Aspirin may help someone who is having a heart attack caused by a blockage in a blood vessel. Aspirin thins the blood, so it may be able to flow past the blockage. But heart experts say people should seek emergency help immediately. And they say an aspirin is no substitute treatment, only a temporary help.
BARBARA KLEIN: But what about reducing pain? Aspirin competes with other medicines for reducing pain and high body temperature. The competition includes acetaminophen, the active substance in products like Tylenol. Like the medicine ibuprofen, aspirin is an NSAID -- a non-steroidal anti-inflammatory drug.
Several studies have found that men who take aspirin and other NSAIDS have a decreased risk of prostate cancer. The prostate is part of the male reproductive system.
MARIO RITTER: Researchers at the Mayo Clinic in Minnesota wanted to see how NSAIDs might affect prostates that are enlarged but not cancerous. They followed the health of two thousand, five hundred men for twelve years.
The researchers said these drugs may delay or stop development of an enlarged prostate. They said the risk of an enlarged prostate was fifty percent lower in the NSAID users than the other men. The risk of bladder problems was thirty-five percent lower.
BARBARA KLEIN: Other studies have suggested that aspirin can help with cancer prevention and survival. They showed that aspirin may help prevent cancers of the stomach, intestines and colon.
Researchers reported two years ago about people who had colorectal cancer. They found that aspirin users had an almost thirty percent lower risk of dying from their cancer. That was during an average of eleven years after the cancer was discovered.
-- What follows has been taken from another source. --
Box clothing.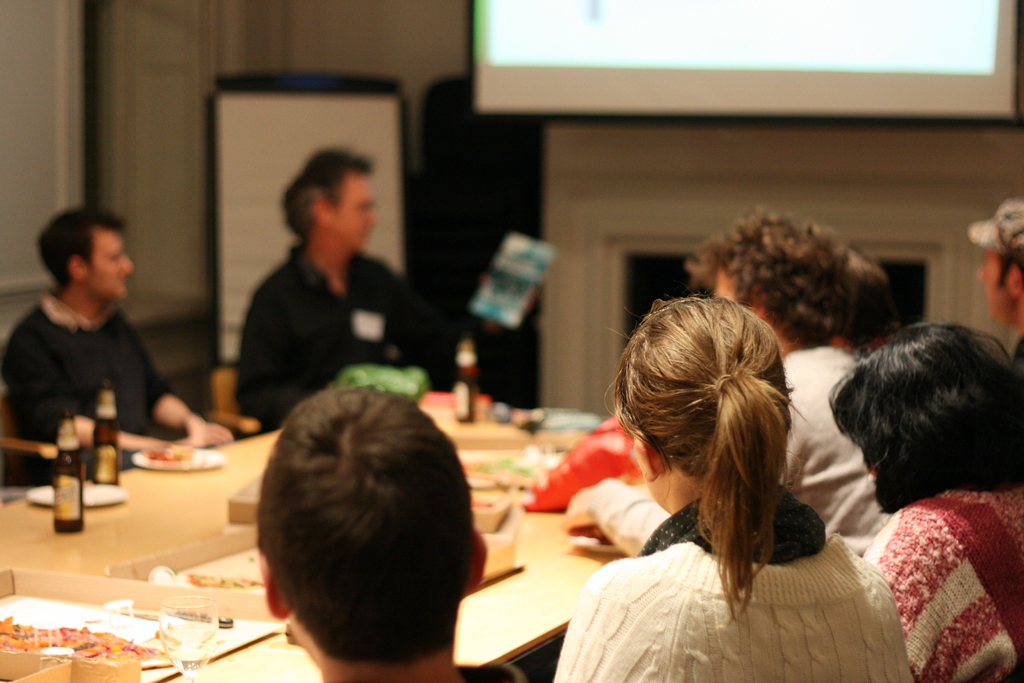
x1=1 y1=294 x2=202 y2=502.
Earlier this month, The Lancet medical journal published findings from a study of aspirin and cancer. Researchers followed almost one thousand patients who had Lynch syndrome – a genetic condition that makes them likely to develop some cancers. One group of patients took six hundred milligrams of aspirin a day for at least two years. These patients had a sixty-three percent lower risk of colorectal cancer than those who took a harmless substance or placebo. The longer they took aspirin, the lower their risk of cancer.
MARIO RITTER: This study seems to confirm a study released in two thousand eight. European researchers reported that aspirin may have what they called a “long-term protective effect against colorectal cancer.” Peter Rothwell of the University of Oxford led the researchers. They examined twenty years of results from four large studies. The studies involved fourteen thousand people.
The researchers found that people who took one aspirin a day for about six years reduced their risk of colon cancer by twenty-four percent. And deaths from the disease dropped by thirty-five percent.
Last year, The Lancet published the combined results of a larger observational study, also led by Professor Rothwell. This time, he and researchers examined eight studies that involved more than twenty-five thousand individuals. They found that taking a small aspirin once a day reduced death rates from a number of common cancers.
BARBARA KLEIN: Aspirin does not help everything, however. It can cause problems, like an increased danger of internal stomach bleeding and ulcers. And it can interfere with other medicines, although this is true of many drugs. Also, some people should not take aspirin. People who take other blood thinners or have bleeding disorders are among this group. Pregnant women are usually told to avoid aspirin.
And research has shown a link between aspirin use and the disease Reye's Syndrome. Children’s doctors say patients up to age nineteen should not take anything containing salicylatic products when sick with high temperatures.
Experts say most people should not take aspirin for disease prevention without first talking to a doctor because there are risks to taking aspirin. Some researchers have even said that some people get little or no protection from aspirin. So research continues on one of the oldest and most widely used drugs in the world.